SB: Story is definitely the driving force behind everything we do here at UNCSA. In fact, our campus-wide student learning outcome has been distilled down to, “Tell your story,” whether that story is dance, drama, or animation! Our students focus heavily on story and screenwriting during their foundation year so that when they come to animation they are already prepared and ready to hit the ground running with classes that cover storyboarding, the language and tools of cinematic storytelling, how character relates to story, and acting for animators.
In addition to required classes that teach the tools of animation, our core curriculum revolves around a practicum class whose end result is a completed student film for each of the three years of our program. This means that before the students ever go into production, there will be months of work devoted to generating, critiquing, revising, evolving, storyboarding and creating an animatic that will represent how they can best tell their story.
ACR: Do students focus on a particular type of animation at UNCSA?
SB: We give our students the tools to work comfortably in all aspects of animation, be it hand-drawn, stop motion, or 3D CG, as well as the competence to work in areas that range from experimental, classical character animation, and hyper-realistic visual effects-based animation, to motion capture-based production as it relates to games, virtual reality, and augmented reality.
ACR: Given the constant forward-motion and change that a career in animation brings with it, how do you best prepare students for their futures as artists?
SB: The most important tool we can give our students is to be the very best animator they can be. As my mentor, Chris Bailey, once said, “Animation is just pose and timing.” And that isn’t going to change. So the more comfortable our students are with creating strong poses that read well, as well as having a strong grasp of what the timing between them is conveying, the better they will be.
The unfair converse of this is that how we produce animation is ALWAYS changing! The most important thing I want all my students to take with them as they venture out into the world is to be avid, lifelong learners. We can (and do) prepare them for the tools that exist right now, but they need the confidence to know that no matter how the industry changes, or which software is the flavor of the week, they will be able to pick it up and work with it. I always tell them that it’s the painter, not the paint brush!
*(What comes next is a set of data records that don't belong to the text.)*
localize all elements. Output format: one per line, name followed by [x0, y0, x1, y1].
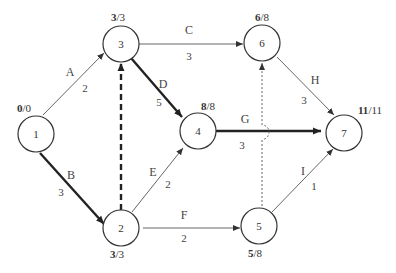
node-6-times: 6/8 [255, 11, 270, 23]
node-4-times: 8/8 [201, 100, 216, 112]
network-diagram: A 2 B 3 C 3 D 5 E 2 F 2 G 3 H 3 I 1 [0, 0, 396, 273]
edge-I: I 1 [272, 149, 333, 212]
node-3-times: 3/3 [111, 11, 126, 23]
edge-D-duration: 5 [156, 96, 162, 108]
edge-B-activity: B [67, 168, 75, 182]
edge-H-activity: H [311, 73, 320, 87]
node-5: 5 5/8 [241, 208, 277, 259]
node-1-times: 0/0 [17, 102, 32, 114]
edge-E: E 2 [132, 148, 183, 212]
edge-D-activity: D [159, 77, 168, 91]
edge-C-activity: C [185, 23, 193, 37]
edge-B: B 3 [40, 153, 104, 224]
edge-H: H 3 [277, 57, 334, 115]
edge-E-activity: E [149, 165, 156, 179]
node-3-label: 3 [118, 38, 124, 50]
edge-C: C 3 [139, 23, 243, 62]
node-5-label: 5 [256, 220, 262, 232]
edge-G-duration: 3 [239, 139, 245, 151]
node-1-label: 1 [33, 128, 39, 140]
edge-I-duration: 1 [311, 180, 317, 192]
node-6-label: 6 [259, 37, 265, 49]
node-2-times: 3/3 [110, 248, 125, 260]
edge-C-duration: 3 [186, 50, 192, 62]
node-7: 7 11/11 [326, 104, 382, 151]
dummy-edge-5-6 [262, 63, 269, 210]
node-4-label: 4 [195, 125, 201, 137]
edge-A-duration: 2 [82, 82, 88, 94]
edge-B-duration: 3 [58, 186, 64, 198]
edge-H-duration: 3 [301, 94, 307, 106]
edge-G-activity: G [241, 112, 250, 126]
node-2-label: 2 [118, 222, 124, 234]
edge-D: D 5 [131, 58, 182, 117]
edge-I-activity: I [301, 164, 305, 178]
node-4: 4 8/8 [180, 100, 216, 149]
node-5-times: 5/8 [248, 247, 263, 259]
edge-A: A 2 [43, 53, 104, 115]
edge-A-activity: A [66, 65, 75, 79]
node-7-times: 11/11 [358, 104, 382, 116]
node-3: 3 3/3 [103, 11, 139, 62]
edge-F-activity: F [181, 208, 188, 222]
node-7-label: 7 [341, 127, 347, 139]
node-2: 2 3/3 [103, 210, 139, 260]
edge-F: F 2 [143, 208, 240, 244]
node-6: 6 6/8 [244, 11, 280, 61]
edge-F-duration: 2 [181, 232, 187, 244]
edge-E-duration: 2 [165, 178, 171, 190]
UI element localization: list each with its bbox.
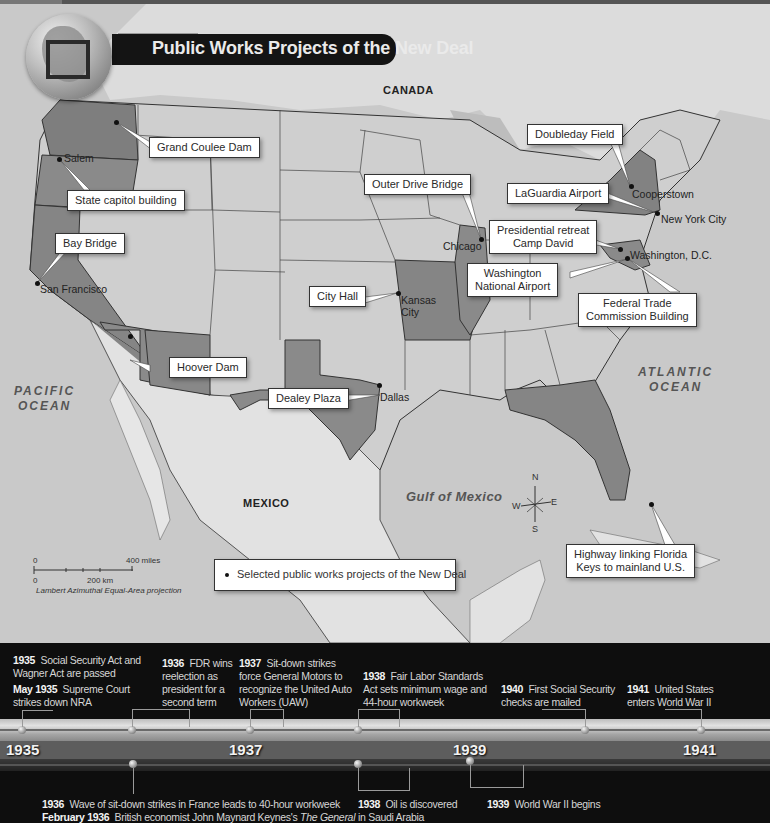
map-page: Public Works Projects of the New Deal CA… <box>0 0 770 823</box>
marker-new-york-city <box>655 211 660 216</box>
legend-dot-icon <box>225 573 229 577</box>
city-salem: Salem <box>64 152 94 164</box>
marker-camp-david <box>618 247 623 252</box>
event-1936-france-strikes: 1936 Wave of sit-down strikes in France … <box>42 798 340 811</box>
callout-camp-david: Presidential retreat Camp David <box>489 220 597 254</box>
event-1939-wwii-begins: 1939 World War II begins <box>487 798 600 811</box>
callout-highway-florida-keys: Highway linking Florida Keys to mainland… <box>566 544 695 578</box>
callout-federal-trade-commission: Federal Trade Commission Building <box>578 293 697 327</box>
callout-washington-national-airport: Washington National Airport <box>467 263 558 297</box>
callout-grand-coulee-dam: Grand Coulee Dam <box>149 137 260 158</box>
scale-ruler <box>33 566 133 576</box>
marker-dallas <box>377 383 382 388</box>
marker-hoover-dam <box>128 334 133 339</box>
knob-1941 <box>697 726 705 734</box>
knob-1940 <box>581 726 589 734</box>
event-1935-social-security: 1935 Social Security Act and Wagner Act … <box>13 654 141 680</box>
marker-florida-keys <box>649 502 654 507</box>
city-chicago: Chicago <box>443 240 482 252</box>
map-legend: Selected public works projects of the Ne… <box>214 559 456 591</box>
year-1935: 1935 <box>6 741 39 758</box>
event-feb-1936-keynes: February 1936 British economist John May… <box>42 811 355 823</box>
marker-salem <box>57 157 62 162</box>
year-1941: 1941 <box>683 741 716 758</box>
city-san-francisco: San Francisco <box>40 283 107 295</box>
knob-1936-france <box>129 760 137 768</box>
knob-1938-flsa <box>354 726 362 734</box>
callout-outer-drive-bridge: Outer Drive Bridge <box>364 174 471 195</box>
callout-laguardia-airport: LaGuardia Airport <box>507 183 609 204</box>
compass-rose: N S E W <box>515 478 555 530</box>
city-washington-dc: Washington, D.C. <box>630 249 712 261</box>
compass-icon <box>515 478 555 528</box>
callout-city-hall: City Hall <box>309 286 366 307</box>
knob-may-1935 <box>18 726 26 734</box>
callout-state-capitol: State capitol building <box>67 190 185 211</box>
city-dallas: Dallas <box>380 391 409 403</box>
event-1936-fdr-reelection: 1936 FDR wins reelection as president fo… <box>162 657 233 709</box>
city-kansas-city: Kansas City <box>401 294 436 318</box>
city-new-york-city: New York City <box>661 213 726 225</box>
event-1937-sit-down-strikes: 1937 Sit-down strikes force General Moto… <box>239 657 352 709</box>
map-area: Public Works Projects of the New Deal CA… <box>0 0 770 643</box>
callout-hoover-dam: Hoover Dam <box>169 357 247 378</box>
timeline-rail-middle <box>0 741 770 759</box>
event-1940-social-security-checks: 1940 First Social Security checks are ma… <box>501 683 615 709</box>
year-1937: 1937 <box>229 741 262 758</box>
callout-doubleday-field: Doubleday Field <box>527 124 623 145</box>
knob-1939 <box>466 757 474 765</box>
knob-1936-fdr <box>128 726 136 734</box>
timeline: 1935 1937 1939 1941 1935 Social Security… <box>0 643 770 823</box>
year-1939: 1939 <box>453 741 486 758</box>
event-1938-saudi-oil: 1938 Oil is discovered in Saudi Arabia <box>358 798 457 823</box>
callout-bay-bridge: Bay Bridge <box>55 233 125 254</box>
knob-1937 <box>246 726 254 734</box>
event-1941-world-war-ii: 1941 United States enters World War II <box>627 683 714 709</box>
knob-1938-oil <box>354 760 362 768</box>
event-1938-fair-labor: 1938 Fair Labor Standards Act sets minim… <box>363 670 487 709</box>
event-may-1935-nra: May 1935 Supreme Court strikes down NRA <box>13 683 130 709</box>
city-cooperstown: Cooperstown <box>632 188 694 200</box>
callout-dealey-plaza: Dealey Plaza <box>268 388 349 409</box>
marker-grand-coulee <box>114 120 119 125</box>
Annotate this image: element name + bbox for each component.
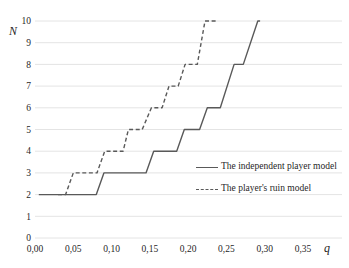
y-tick-label: 10 (22, 16, 32, 26)
legend-label: The independent player model (221, 162, 337, 172)
chart-figure: 0123456789100,000,050,100,150,200,250,30… (0, 0, 349, 268)
y-tick-label: 1 (26, 212, 31, 222)
y-tick-label: 6 (26, 103, 31, 113)
x-tick-label: 0,35 (295, 244, 312, 254)
y-tick-label: 7 (26, 81, 31, 91)
y-tick-label: 2 (26, 190, 31, 200)
legend-item-independent-model: The independent player model (196, 160, 337, 174)
x-tick-label: 0,15 (142, 244, 159, 254)
solid-line-icon (196, 167, 218, 168)
x-tick-label: 0,25 (218, 244, 235, 254)
x-tick-label: 0,10 (103, 244, 120, 254)
dashed-line-icon (196, 189, 218, 190)
y-tick-label: 0 (26, 233, 31, 243)
y-tick-label: 9 (26, 38, 31, 48)
y-axis-title: N (9, 25, 17, 37)
x-tick-label: 0,20 (180, 244, 197, 254)
plot-area: 0123456789100,000,050,100,150,200,250,30… (0, 0, 349, 268)
legend: The independent player model The player'… (196, 160, 337, 204)
x-axis-title: q (324, 242, 330, 254)
x-tick-label: 0,00 (27, 244, 44, 254)
y-tick-label: 4 (26, 146, 31, 156)
legend-item-ruin-model: The player's ruin model (196, 182, 337, 196)
x-tick-label: 0,30 (256, 244, 273, 254)
y-tick-label: 5 (26, 125, 31, 135)
y-tick-label: 3 (26, 168, 31, 178)
x-tick-label: 0,05 (65, 244, 82, 254)
y-tick-label: 8 (26, 60, 31, 70)
legend-label: The player's ruin model (221, 184, 311, 194)
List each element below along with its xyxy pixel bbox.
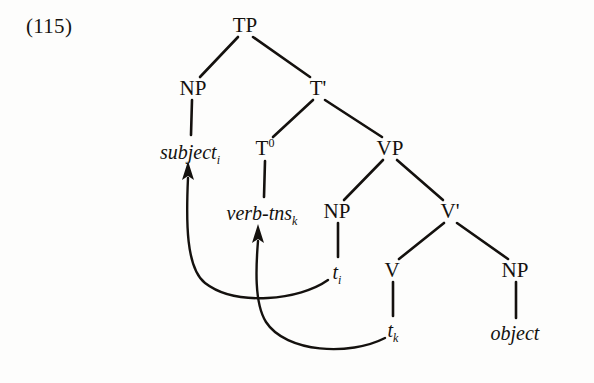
tree-node-v: V [384,260,399,281]
trace-i: ti [333,262,342,282]
branch-vbar-v [399,223,444,259]
tree-node-np-subject: NP [180,78,207,99]
branch-tbar-vp [325,100,382,137]
branch-tp-tbar [253,37,310,77]
branch-vbar-np [457,223,508,259]
branch-tp-np [200,37,238,77]
branch-vp-vbar [397,160,443,200]
terminal-verb-tns: verb-tnsk [227,203,298,223]
terminal-object: object [491,323,540,343]
tree-node-tbar: T' [310,78,327,99]
tree-node-tp: TP [233,15,258,36]
terminal-subject: subjecti [160,142,220,162]
tree-node-vp: VP [377,138,404,159]
tree-node-np-trace: NP [324,201,351,222]
tree-node-vbar: V' [441,201,460,222]
trace-k-index: k [393,331,398,345]
subject-index: i [217,153,220,167]
tree-node-np-object: NP [502,260,529,281]
verb-tns-index: k [292,214,297,228]
trace-i-index: i [338,273,341,287]
trace-k: tk [388,320,399,340]
branch-np-subject [191,100,192,135]
branch-vp-np [344,160,383,200]
tree-node-t0: T0 [256,138,275,159]
figure-canvas: (115) [0,0,594,383]
t0-superscript: 0 [268,136,274,150]
branch-tbar-t0 [273,100,313,137]
branch-t0-verbtns [264,161,265,197]
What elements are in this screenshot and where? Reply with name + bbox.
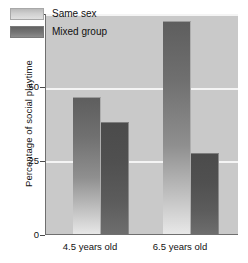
y-tick-label-25: 25 — [28, 156, 39, 166]
y-tick-label-0: 0 — [34, 230, 39, 240]
chart-legend: Same sex Mixed group — [10, 6, 140, 42]
legend-swatch-same-sex — [10, 8, 44, 20]
bar-same-sex-4-5 — [73, 97, 101, 235]
bar-mixed-group-4-5 — [101, 122, 129, 235]
y-tick-label-50: 50 — [28, 82, 39, 92]
legend-item-mixed-group: Mixed group — [10, 24, 140, 39]
x-axis-label-group-2: 6.5 years old — [134, 241, 226, 252]
bar-mixed-group-6-5 — [191, 153, 219, 236]
legend-swatch-mixed-group — [10, 26, 44, 38]
y-tick-0: 0 — [18, 230, 45, 240]
legend-label-mixed-group: Mixed group — [52, 26, 107, 37]
bar-chart-figure: Percentage of social playtime 75 50 25 0 — [0, 0, 248, 263]
bar-same-sex-6-5 — [163, 21, 191, 235]
plot-area — [45, 14, 238, 235]
y-tick-50: 50 — [18, 82, 45, 92]
legend-label-same-sex: Same sex — [52, 8, 96, 19]
y-tick-25: 25 — [18, 156, 45, 166]
x-axis-label-group-1: 4.5 years old — [44, 241, 136, 252]
legend-item-same-sex: Same sex — [10, 6, 140, 21]
gridline-50 — [45, 88, 238, 90]
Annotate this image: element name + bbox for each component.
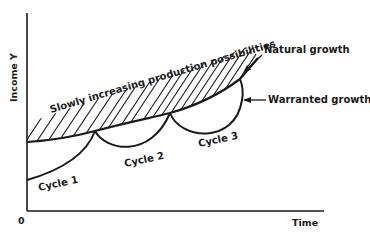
- cycle-2-label: Cycle 2: [123, 150, 165, 169]
- cycle-1-label: Cycle 1: [37, 174, 79, 193]
- origin-label: 0: [18, 215, 25, 226]
- y-axis-label: Income Y: [8, 53, 19, 102]
- diagram-canvas: Income Y Time 0 Slowly increasing produc…: [0, 0, 370, 237]
- cycle-2-curve: [95, 113, 170, 147]
- x-axis-label: Time: [292, 217, 318, 228]
- warranted-growth-label: Warranted growth: [268, 94, 370, 105]
- growth-cycles-diagram: Income Y Time 0 Slowly increasing produc…: [0, 0, 370, 237]
- natural-growth-label: Natural growth: [264, 44, 350, 55]
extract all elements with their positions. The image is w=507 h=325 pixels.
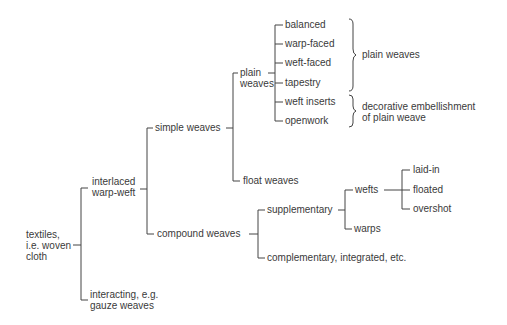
node-warps: warps bbox=[354, 223, 381, 234]
node-wefts: wefts bbox=[355, 184, 378, 195]
leaf-floated: floated bbox=[413, 184, 443, 195]
leaf-weft-inserts: weft inserts bbox=[285, 96, 336, 107]
node-complementary: complementary, integrated, etc. bbox=[267, 252, 406, 263]
leaf-balanced: balanced bbox=[285, 19, 326, 30]
node-plain-weaves: plain weaves bbox=[240, 67, 274, 89]
leaf-warp-faced: warp-faced bbox=[285, 38, 334, 49]
bracket-label-plain-weaves: plain weaves bbox=[362, 49, 420, 60]
node-textiles: textiles, i.e. woven cloth bbox=[26, 229, 71, 262]
node-textiles-line1: textiles, bbox=[26, 229, 71, 240]
node-interlaced-line2: warp-weft bbox=[92, 187, 135, 198]
node-plain-line2: weaves bbox=[240, 78, 274, 89]
node-float-weaves: float weaves bbox=[243, 175, 299, 186]
bracket-label-decorative: decorative embellishment of plain weave bbox=[362, 101, 475, 123]
leaf-weft-faced: weft-faced bbox=[285, 57, 331, 68]
node-compound-weaves: compound weaves bbox=[157, 228, 240, 239]
leaf-tapestry: tapestry bbox=[285, 77, 321, 88]
node-interacting-line2: gauze weaves bbox=[90, 300, 158, 311]
node-plain-line1: plain bbox=[240, 67, 274, 78]
node-interacting: interacting, e.g. gauze weaves bbox=[90, 289, 158, 311]
node-interlaced-line1: interlaced bbox=[92, 176, 135, 187]
node-interlaced-warp-weft: interlaced warp-weft bbox=[92, 176, 135, 198]
bracket-decorative-line1: decorative embellishment bbox=[362, 101, 475, 112]
node-interacting-line1: interacting, e.g. bbox=[90, 289, 158, 300]
node-simple-weaves: simple weaves bbox=[155, 122, 221, 133]
node-textiles-line2: i.e. woven bbox=[26, 240, 71, 251]
leaf-overshot: overshot bbox=[413, 203, 451, 214]
node-supplementary: supplementary bbox=[267, 204, 333, 215]
tree-connector-lines bbox=[0, 0, 507, 325]
leaf-laid-in: laid-in bbox=[413, 164, 440, 175]
leaf-openwork: openwork bbox=[285, 115, 328, 126]
node-textiles-line3: cloth bbox=[26, 251, 71, 262]
bracket-decorative-line2: of plain weave bbox=[362, 112, 475, 123]
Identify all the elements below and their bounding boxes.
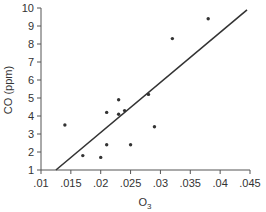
y-tick-label: 4: [28, 110, 34, 122]
data-point: [117, 113, 120, 116]
x-tick-label: .025: [120, 177, 141, 189]
data-point: [171, 37, 174, 40]
data-point: [81, 154, 84, 157]
data-point: [105, 143, 108, 146]
x-tick-label: .01: [33, 177, 48, 189]
y-axis-label: CO (ppm): [2, 66, 14, 114]
data-point: [129, 143, 132, 146]
data-point: [105, 111, 108, 114]
y-axis: 12345678910: [22, 2, 41, 176]
y-tick-label: 9: [28, 20, 34, 32]
y-tick-label: 5: [28, 92, 34, 104]
y-tick-label: 8: [28, 38, 34, 50]
regression-line: [56, 10, 247, 170]
x-tick-label: .045: [239, 177, 260, 189]
x-axis-label-subscript: 3: [147, 202, 152, 211]
data-point: [207, 17, 210, 20]
x-axis-label: O3: [138, 196, 152, 211]
data-point: [99, 156, 102, 159]
x-tick-label: .015: [60, 177, 81, 189]
y-tick-label: 6: [28, 74, 34, 86]
data-point: [123, 109, 126, 112]
y-tick-label: 1: [28, 164, 34, 176]
y-tick-label: 7: [28, 56, 34, 68]
data-point: [117, 98, 120, 101]
data-point: [63, 123, 66, 126]
data-point: [147, 93, 150, 96]
data-points: [63, 17, 210, 159]
data-point: [153, 125, 156, 128]
x-tick-label: .035: [180, 177, 201, 189]
y-tick-label: 3: [28, 128, 34, 140]
scatter-chart: 12345678910 .01.015.02.025.03.035.04.045…: [0, 0, 266, 212]
x-tick-label: .02: [93, 177, 108, 189]
x-axis: .01.015.02.025.03.035.04.045: [33, 170, 260, 189]
x-tick-label: .04: [212, 177, 227, 189]
y-tick-label: 10: [22, 2, 34, 14]
y-tick-label: 2: [28, 146, 34, 158]
x-tick-label: .03: [153, 177, 168, 189]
ACR: Last but not least, what do you value most about teaching in an intimate, collaborative environment like UNCSA?
SB: I work closely with every single student across all four years of our program, and know them quite well on both a professional and personal level. This ties directly to my role as a mentor. We meet during office hours to discuss everything from animation, project ideas, how their other classes are going, job prospects and career interests beyond school, to any personal issues that might be affecting their work and educational career. This also ties back to my work as an animation director... I always like to say I am one part animation mentor, one part surrogate parent, and one part psychologist! I wouldn’t have it any other way.
Check out more interviews at Animation Career Review's Interview Series.